The data were inverted using the same constraints as for Site 1, i.e. an L2 spatial smoothness constraint and a robust measure of data discrepancy, with an L1 temporal smoothness constraint for the 4D inversions. A moderate emphasis towards horizontal structure was applied to the 4D, independent and time-lapse inversions. The 4D and independent inversions converged to an average absolute data discrepancy of ∼0.8%, and the discrepancies of the time-lapse and difference inversions all reached χ2 = 1. Images of resistivity changes were plotted relative to the first time-step (day -1) and show different spatial patterns and temporal evolution of change in distinct regions of the model. Figure 7 shows an example, with regions where the ground had become more conductive/resistive shown in blue/red respectively and filled isosurfaces showing changes in resistivity below -2%. In the vadose zone, a general decrease in resistivity over time was observed, which was attributed to the injection of the liquor simulant tracer at BH5 (location indicated by the blue arrow) and the rising temperatures during the monitoring period. This was punctuated by isolated changes relating to run-off of snow melt and de-icing salt and infiltration from rainfall. In the upper saturated zone, the conductive changes associated with the ingress of the tracer are localised in a sub horizontal band highlighted by the black contour between regions of conductive and resistive changes in Figure 7. This band coincides with zones of historic contamination (shown by green cylinders) that were detected in sediment cores retrieved from the boreholes. This led to the conclusion that the simulant tracer had reoccupied a preferred contaminant flow pathway that appeared to have been active in the past (Kuras et al., 2016).
FIGURE 7. Annotated example distribution of fractional resistivity change in the imaging region bounded by the vertical borehole electrode arrays at MSSS. Blue arrow indicates tracer injection location, green cylinders show regions of historic contamination detected in borehole sediment cores (data © Sellafield Ltd.). Isosurfaces bound regions of resistive change below −2%. Black line is the 0% change contour, assumed to delineate the preferential pathway reoccupied by the tracer.
The evolution of these changes is shown for selected time-steps for the 4D and independent inversions in Figure 8 and for the time-lapse and difference inversions in Figure 9. As with Site 1, the image sequences look qualitatively similar, although there are more visible differences between the independent and 4D inversions and between the forward and reverse sequence difference and time-lapse inversions. The appearance of a continuous sub horizontal band of conductive change associated with the preferential pathway is apparent in most of the inversions by, or at some time after, time-step 16 (day 33) with the exception of the forward sequence difference inversion, in which it never becomes laterally continuous. The contrast of the pathway feature is greatest in the regions near the boreholes, where the sensitivity and model resolution are highest. In these regions, the contrast continues to increase after the tracer injection finishes on day 40 (after time-step 19).

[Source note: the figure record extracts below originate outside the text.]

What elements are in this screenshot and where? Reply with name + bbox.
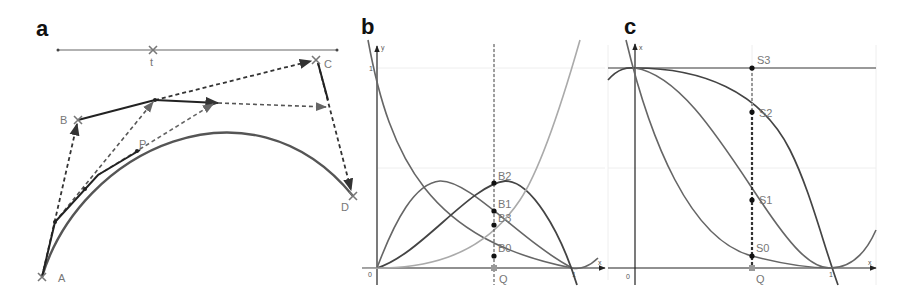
q-handle-b[interactable] [491, 265, 497, 271]
figure-canvas: a t [0, 0, 916, 298]
label-B: B [60, 114, 67, 126]
point-s3[interactable] [749, 65, 754, 70]
label-Q-c: Q [756, 273, 765, 285]
panel-label-c: c [624, 14, 636, 39]
grid-b [378, 45, 608, 280]
label-S3: S3 [757, 54, 770, 66]
label-A: A [58, 272, 66, 284]
x-tick-1-c: 1 [829, 271, 833, 278]
y-tick-1-b: 1 [369, 65, 373, 72]
label-Q-b: Q [499, 273, 508, 285]
t-label: t [150, 56, 153, 68]
point-b3[interactable] [491, 222, 496, 227]
label-P: P [139, 138, 146, 150]
panel-a: a t [36, 16, 357, 284]
origin-label-b: 0 [368, 271, 372, 278]
curve-b0 [368, 40, 598, 269]
point-b1[interactable] [491, 208, 496, 213]
label-B1: B1 [498, 198, 511, 210]
point-s0[interactable] [749, 253, 754, 258]
bezier-curve [42, 133, 353, 277]
control-point-c[interactable] [312, 56, 320, 64]
point-s2[interactable] [749, 109, 754, 114]
label-B0: B0 [498, 242, 511, 254]
q-handle-c[interactable] [749, 265, 755, 271]
curve-b3 [362, 40, 580, 268]
point-b2[interactable] [491, 180, 496, 185]
label-B2: B2 [498, 170, 511, 182]
y-axis-label-b: y [381, 44, 385, 52]
x-axis-label-c: x [868, 259, 872, 266]
label-S0: S0 [756, 242, 769, 254]
point-s1[interactable] [749, 197, 754, 202]
label-B3: B3 [498, 212, 511, 224]
panel-label-b: b [361, 14, 374, 39]
x-axis-label-b: x [598, 259, 602, 266]
panel-label-a: a [36, 16, 49, 41]
point-b0[interactable] [491, 253, 496, 258]
t-slider[interactable] [57, 46, 339, 54]
panel-c: c x x 0 1 Q S3 S2 S1 S0 [608, 14, 876, 285]
curve-b1 [377, 181, 572, 268]
grid-c [608, 45, 876, 285]
origin-label-c: 0 [626, 273, 630, 280]
control-point-d[interactable] [349, 192, 357, 200]
label-D: D [341, 201, 349, 213]
label-C: C [324, 58, 332, 70]
panel-b: b y x 1 0 1 Q B2 B1 [361, 14, 608, 285]
label-S2: S2 [759, 107, 772, 119]
label-S1: S1 [759, 194, 772, 206]
y-axis-label-c: x [639, 44, 643, 51]
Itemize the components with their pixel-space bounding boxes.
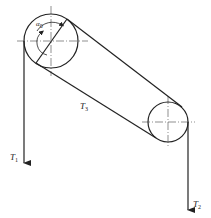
tension-t2-label: T2 xyxy=(193,199,201,210)
angle-label: α0 xyxy=(36,20,43,29)
tension-t1-label: T1 xyxy=(10,152,18,163)
large-pulley: α0 xyxy=(17,6,88,76)
lower-belt-line xyxy=(36,63,156,138)
belt-pulley-diagram: α0 T1 T2 T3 xyxy=(0,0,211,218)
tension-t3-label: T3 xyxy=(80,101,88,112)
inner-angle-arc xyxy=(37,32,47,55)
small-pulley xyxy=(142,96,195,148)
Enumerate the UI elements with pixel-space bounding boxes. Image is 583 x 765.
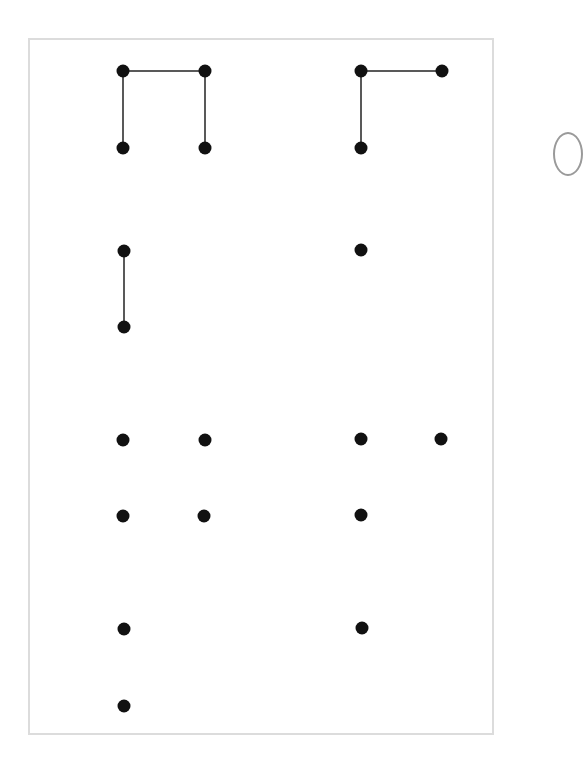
dot <box>199 142 212 155</box>
dot <box>436 65 449 78</box>
dot <box>355 65 368 78</box>
dot <box>117 65 130 78</box>
dot <box>118 623 131 636</box>
dot <box>355 433 368 446</box>
dot <box>355 509 368 522</box>
dot <box>117 434 130 447</box>
dot <box>356 622 369 635</box>
dot <box>118 321 131 334</box>
dot <box>117 142 130 155</box>
dot <box>117 510 130 523</box>
dot <box>118 700 131 713</box>
dot <box>199 434 212 447</box>
dot <box>355 142 368 155</box>
dot <box>198 510 211 523</box>
dot <box>118 245 131 258</box>
dot <box>199 65 212 78</box>
dot <box>355 244 368 257</box>
dot <box>435 433 448 446</box>
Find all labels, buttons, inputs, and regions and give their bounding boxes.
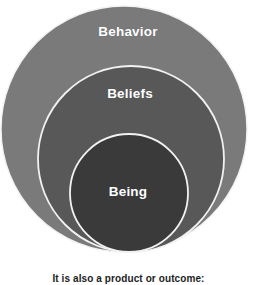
circle-label-behavior: Behavior [98, 24, 157, 39]
diagram-caption: It is also a product or outcome: [0, 272, 257, 285]
circle-label-beliefs: Beliefs [107, 86, 153, 101]
nested-circles-diagram: Behavior Beliefs Being [0, 0, 257, 285]
circle-label-being: Being [109, 184, 148, 199]
venn-circles-svg [0, 0, 257, 285]
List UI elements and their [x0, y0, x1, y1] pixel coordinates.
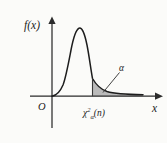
- chi-square-figure: f(x) x O α χ2α(n): [0, 0, 167, 143]
- chi-square-plot-canvas: f(x) x O α χ2α(n): [0, 0, 167, 143]
- x-axis-arrowhead: [155, 93, 163, 100]
- critical-value-label: χ2α(n): [82, 106, 105, 119]
- y-axis-label: f(x): [24, 19, 40, 32]
- density-curve: [52, 28, 143, 96]
- critical-value-argument: (n): [94, 108, 105, 119]
- y-axis-arrowhead: [48, 17, 55, 25]
- x-axis-label: x: [151, 102, 158, 114]
- tail-area-label: α: [119, 63, 125, 73]
- origin-label: O: [38, 101, 46, 112]
- alpha-leader-line: [103, 73, 120, 93]
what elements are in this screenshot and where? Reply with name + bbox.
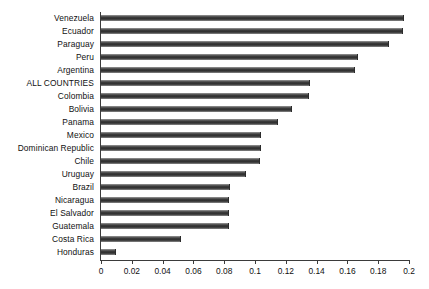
x-tick-label: 0.1 <box>249 266 261 276</box>
category-label: El Salvador <box>0 209 94 218</box>
category-label: Uruguay <box>0 170 94 179</box>
x-tick-mark <box>286 260 287 264</box>
x-tick-mark <box>378 260 379 264</box>
x-tick-label: 0 <box>99 266 104 276</box>
category-label: Colombia <box>0 92 94 101</box>
category-label: Nicaragua <box>0 196 94 205</box>
category-label: ALL COUNTRIES <box>0 79 94 88</box>
bar <box>101 93 309 99</box>
bar <box>101 171 246 177</box>
bar <box>101 210 229 216</box>
x-tick-mark <box>132 260 133 264</box>
bar <box>101 119 278 125</box>
bar <box>101 28 403 34</box>
bar <box>101 15 404 21</box>
category-axis-labels: VenezuelaEcuadorParaguayPeruArgentinaALL… <box>0 12 98 260</box>
category-label: Venezuela <box>0 14 94 23</box>
bar <box>101 145 261 151</box>
x-tick-label: 0.04 <box>154 266 170 276</box>
category-label: Ecuador <box>0 27 94 36</box>
category-label: Peru <box>0 53 94 62</box>
category-label: Panama <box>0 118 94 127</box>
x-tick-label: 0.12 <box>278 266 294 276</box>
bar <box>101 106 292 112</box>
bar <box>101 197 229 203</box>
bar <box>101 158 260 164</box>
category-label: Guatemala <box>0 222 94 231</box>
x-tick-mark <box>163 260 164 264</box>
x-tick-label: 0.08 <box>216 266 232 276</box>
x-tick-mark <box>101 260 102 264</box>
category-label: Paraguay <box>0 40 94 49</box>
category-label: Mexico <box>0 131 94 140</box>
x-tick-mark <box>193 260 194 264</box>
x-tick-label: 0.02 <box>124 266 140 276</box>
x-tick-mark <box>409 260 410 264</box>
category-label: Honduras <box>0 248 94 257</box>
x-tick-label: 0.18 <box>370 266 386 276</box>
x-tick-label: 0.16 <box>339 266 355 276</box>
x-tick-mark <box>224 260 225 264</box>
bar <box>101 132 261 138</box>
x-tick-mark <box>317 260 318 264</box>
bar <box>101 67 355 73</box>
plot-area <box>101 12 409 260</box>
x-tick-label: 0.06 <box>185 266 201 276</box>
x-tick-mark <box>255 260 256 264</box>
bar <box>101 236 181 242</box>
bar <box>101 223 229 229</box>
x-tick-label: 0.14 <box>308 266 324 276</box>
category-label: Brazil <box>0 183 94 192</box>
bar <box>101 80 310 86</box>
x-tick-mark <box>347 260 348 264</box>
category-label: Bolivia <box>0 105 94 114</box>
bar <box>101 41 389 47</box>
category-label: Costa Rica <box>0 235 94 244</box>
bar <box>101 249 116 255</box>
bar <box>101 54 358 60</box>
x-tick-label: 0.2 <box>403 266 415 276</box>
category-label: Chile <box>0 157 94 166</box>
category-label: Argentina <box>0 66 94 75</box>
category-label: Dominican Republic <box>0 144 94 153</box>
bar <box>101 184 230 190</box>
bar-chart: VenezuelaEcuadorParaguayPeruArgentinaALL… <box>0 0 429 289</box>
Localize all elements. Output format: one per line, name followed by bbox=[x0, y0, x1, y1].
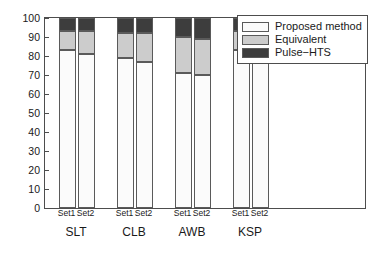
bar-segment-pulse-hts bbox=[194, 18, 211, 39]
bar-segment-proposed-method bbox=[194, 75, 211, 208]
bar-segment-pulse-hts bbox=[117, 18, 134, 33]
x-axis-group-label-awb: AWB bbox=[179, 226, 206, 238]
bar-segment-proposed-method bbox=[252, 56, 269, 208]
bar-segment-equivalent bbox=[194, 39, 211, 75]
legend-swatch bbox=[242, 48, 269, 58]
x-axis-set-label: Set2 bbox=[251, 209, 269, 218]
legend-item: Equivalent bbox=[242, 33, 362, 46]
y-axis-tick-label: 70 bbox=[28, 70, 40, 81]
x-axis-set-label: Set1 bbox=[116, 209, 134, 218]
bar-segment-proposed-method bbox=[136, 62, 153, 208]
x-axis-group-label-ksp: KSP bbox=[238, 226, 262, 238]
x-axis-set-label: Set2 bbox=[77, 209, 95, 218]
stacked-bar-chart-figure: 0102030405060708090100 Set1Set2SLTSet1Se… bbox=[0, 0, 375, 262]
bar-segment-proposed-method bbox=[233, 50, 250, 208]
x-axis-set-label: Set1 bbox=[174, 209, 192, 218]
legend-swatch bbox=[242, 22, 269, 32]
bar-segment-equivalent bbox=[175, 37, 192, 73]
bar-segment-pulse-hts bbox=[59, 18, 76, 31]
x-axis-set-label: Set1 bbox=[58, 209, 76, 218]
bar-segment-proposed-method bbox=[59, 50, 76, 208]
x-axis-set-label: Set1 bbox=[232, 209, 250, 218]
y-axis-tick-label: 100 bbox=[22, 13, 40, 24]
bar-segment-equivalent bbox=[78, 31, 95, 54]
legend-label: Proposed method bbox=[275, 21, 362, 32]
y-axis-tick-label: 0 bbox=[34, 203, 40, 214]
bar-segment-equivalent bbox=[59, 31, 76, 50]
bar-segment-proposed-method bbox=[117, 58, 134, 208]
legend-label: Pulse−HTS bbox=[275, 47, 331, 58]
bar-segment-proposed-method bbox=[175, 73, 192, 208]
bar-segment-pulse-hts bbox=[78, 18, 95, 31]
bar-segment-proposed-method bbox=[78, 54, 95, 208]
y-axis-tick-label: 80 bbox=[28, 51, 40, 62]
legend-item: Proposed method bbox=[242, 20, 362, 33]
chart-legend: Proposed methodEquivalentPulse−HTS bbox=[237, 15, 368, 64]
y-axis-tick-label: 50 bbox=[28, 108, 40, 119]
bar-segment-equivalent bbox=[136, 33, 153, 62]
bar-segment-pulse-hts bbox=[136, 18, 153, 33]
x-axis-group-label-slt: SLT bbox=[65, 226, 86, 238]
y-axis-tick-label: 30 bbox=[28, 146, 40, 157]
y-axis-tick-label: 90 bbox=[28, 32, 40, 43]
y-axis-tick-label: 40 bbox=[28, 127, 40, 138]
x-axis-set-label: Set2 bbox=[193, 209, 211, 218]
x-axis-group-label-clb: CLB bbox=[122, 226, 145, 238]
y-axis-tick-label: 60 bbox=[28, 89, 40, 100]
legend-swatch bbox=[242, 35, 269, 45]
y-axis-tick-label: 20 bbox=[28, 165, 40, 176]
bar-segment-pulse-hts bbox=[175, 18, 192, 37]
y-axis-tick-label: 10 bbox=[28, 184, 40, 195]
legend-label: Equivalent bbox=[275, 34, 326, 45]
x-axis-set-label: Set2 bbox=[135, 209, 153, 218]
y-axis-tick-mark bbox=[45, 208, 49, 209]
legend-item: Pulse−HTS bbox=[242, 46, 362, 59]
bar-segment-equivalent bbox=[117, 33, 134, 58]
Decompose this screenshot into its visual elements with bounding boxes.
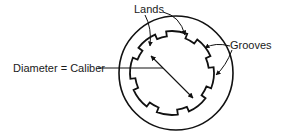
diameter-arrow [151, 56, 193, 98]
barrel-outer-circle [119, 16, 233, 130]
diameter-label: Diameter = Caliber [13, 62, 105, 74]
grooves-label: Grooves [230, 39, 272, 51]
lands-label: Lands [134, 3, 164, 15]
rifled-bore [130, 31, 214, 115]
rifling-diagram: Lands Grooves Diameter = Caliber [0, 0, 283, 134]
lands-leader-1 [145, 15, 150, 46]
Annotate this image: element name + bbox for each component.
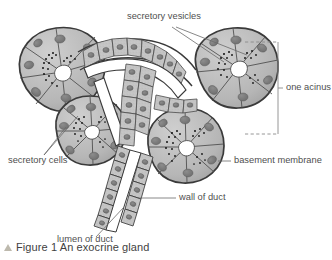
label-secretory-cells: secretory cells <box>8 155 68 165</box>
acinar-lumen <box>85 125 100 139</box>
label-secretory-vesicles: secretory vesicles <box>127 11 201 21</box>
exocrine-gland-diagram: secretory vesicles one acinus secretory … <box>0 0 332 260</box>
figure-exocrine-gland: secretory vesicles one acinus secretory … <box>0 0 332 260</box>
label-one-acinus: one acinus <box>286 82 331 92</box>
caption-text: Figure 1 An exocrine gland <box>16 241 149 253</box>
duct-epithelial-cells-connector <box>154 95 197 113</box>
triangle-up-icon <box>4 244 12 251</box>
acinar-lumen <box>179 141 195 156</box>
label-basement-membrane: basement membrane <box>234 155 322 165</box>
acinar-lumen <box>55 65 72 81</box>
figure-caption: Figure 1 An exocrine gland <box>4 241 149 253</box>
acinar-lumen <box>231 61 248 77</box>
lower-right-acinus <box>148 108 224 183</box>
label-wall-of-duct: wall of duct <box>178 192 226 202</box>
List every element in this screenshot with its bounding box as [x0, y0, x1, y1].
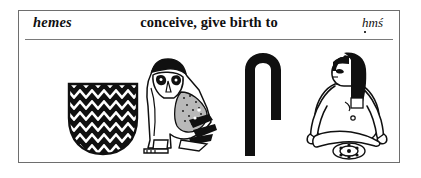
entry-header: hemes conceive, give birth to hmś	[19, 11, 399, 40]
animal-belly-icon	[65, 82, 141, 157]
owl-icon	[137, 48, 219, 158]
hieroglyph-row	[19, 40, 399, 162]
entry-card: hemes conceive, give birth to hmś	[18, 10, 400, 163]
transliteration: hmś	[362, 15, 383, 31]
woman-giving-birth-icon	[297, 44, 397, 162]
gloss-text: conceive, give birth to	[19, 14, 399, 31]
dictionary-entry-page: hemes conceive, give birth to hmś	[0, 0, 421, 178]
folded-cloth-icon	[235, 50, 293, 158]
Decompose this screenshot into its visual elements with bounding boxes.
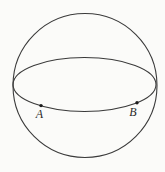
equator-ellipse	[13, 58, 156, 112]
point-a-label: A	[35, 107, 44, 121]
point-b-dot	[135, 101, 138, 104]
sphere-diagram: A B	[0, 0, 165, 172]
sphere-diagram-canvas: A B	[0, 0, 165, 172]
sphere-outline-circle	[13, 14, 157, 158]
point-b-label: B	[129, 105, 137, 119]
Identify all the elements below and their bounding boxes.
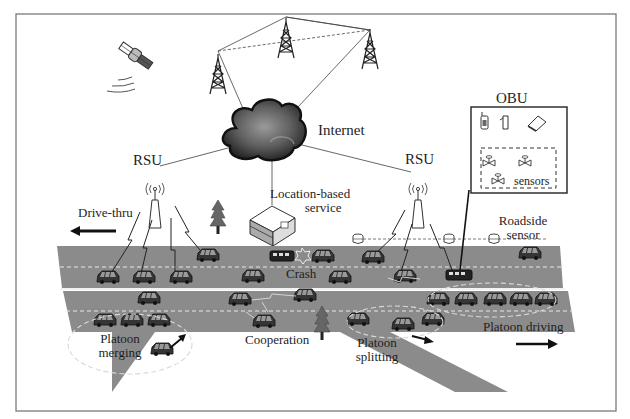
platoon-merging-line2: merging — [92, 346, 148, 360]
car — [312, 250, 334, 263]
location-service-line2: service — [270, 201, 350, 215]
car — [484, 293, 506, 306]
crash-label: Crash — [286, 267, 316, 281]
car — [294, 289, 316, 302]
roadside-sensor-label: Roadside sensor — [497, 214, 549, 242]
car — [455, 293, 477, 306]
car — [138, 292, 160, 305]
cooperation-label: Cooperation — [245, 333, 309, 347]
platoon-splitting-line2: splitting — [352, 350, 402, 364]
roadside-sensor-icon-1 — [353, 234, 363, 244]
obu-label: OBU — [496, 91, 528, 105]
car — [197, 249, 219, 262]
car — [392, 318, 414, 331]
car — [151, 343, 173, 356]
platoon-merging-line1: Platoon — [92, 332, 148, 346]
car — [94, 314, 116, 327]
car — [242, 270, 264, 283]
rsu-left-label: RSU — [133, 153, 162, 167]
rsu-right-label: RSU — [405, 152, 434, 166]
drive-thru-label: Drive-thru — [78, 206, 133, 220]
internet-label: Internet — [318, 123, 365, 137]
car — [510, 293, 532, 306]
car — [97, 271, 119, 284]
car — [535, 293, 557, 306]
crashed-bus-icon — [270, 251, 294, 261]
platoon-driving-label: Platoon driving — [483, 320, 564, 334]
car — [422, 313, 444, 326]
car — [347, 313, 369, 326]
roadside-sensor-line1: Roadside — [497, 214, 549, 228]
location-service-line1: Location-based — [270, 187, 350, 201]
car — [133, 271, 155, 284]
obu-bus-icon — [446, 270, 472, 280]
roadside-sensor-line2: sensor — [497, 228, 549, 242]
car — [329, 271, 351, 284]
platoon-splitting-line1: Platoon — [352, 336, 402, 350]
car — [121, 314, 143, 327]
platoon-splitting-label: Platoon splitting — [352, 336, 402, 364]
roadside-sensor-icon-2 — [444, 234, 454, 244]
location-service-label: Location-based service — [270, 187, 350, 215]
car — [229, 293, 251, 306]
car — [362, 251, 384, 264]
car — [170, 271, 192, 284]
sensors-label: sensors — [514, 174, 549, 188]
platoon-merging-label: Platoon merging — [92, 332, 148, 360]
car — [519, 247, 541, 260]
car — [253, 315, 275, 328]
vanet-diagram: Internet RSU RSU OBU sensors Location-ba… — [0, 0, 630, 419]
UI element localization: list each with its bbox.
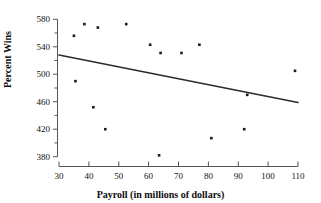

This was attributed to remnant tracer previously held up in the vadose zone being flushed into the pathway by following rainfall thereby extending the effects of the injection well beyond the time that the pumps were switched off. Consistent with this interpretation, the contrast of the changes in all parts of the pathway (whether near the boreholes or towards the centre of the model) were found to increase with time in the 4D inversions. However, the time-lapse and difference inversions are less consistent, exhibiting inconsistent temporal patterns of increasing and decreasing contrast in the pathway region.
FIGURE 8. Distributions of fractional resistivity change at MSSS for the full sequence 4D, independent, and windowed inversions at the timesteps indicated at the top of the diagram. Isosurfaces indicate resistivity changes of < −2%. Green cylinders show regions of historic contamination (data © Sellafield Ltd.).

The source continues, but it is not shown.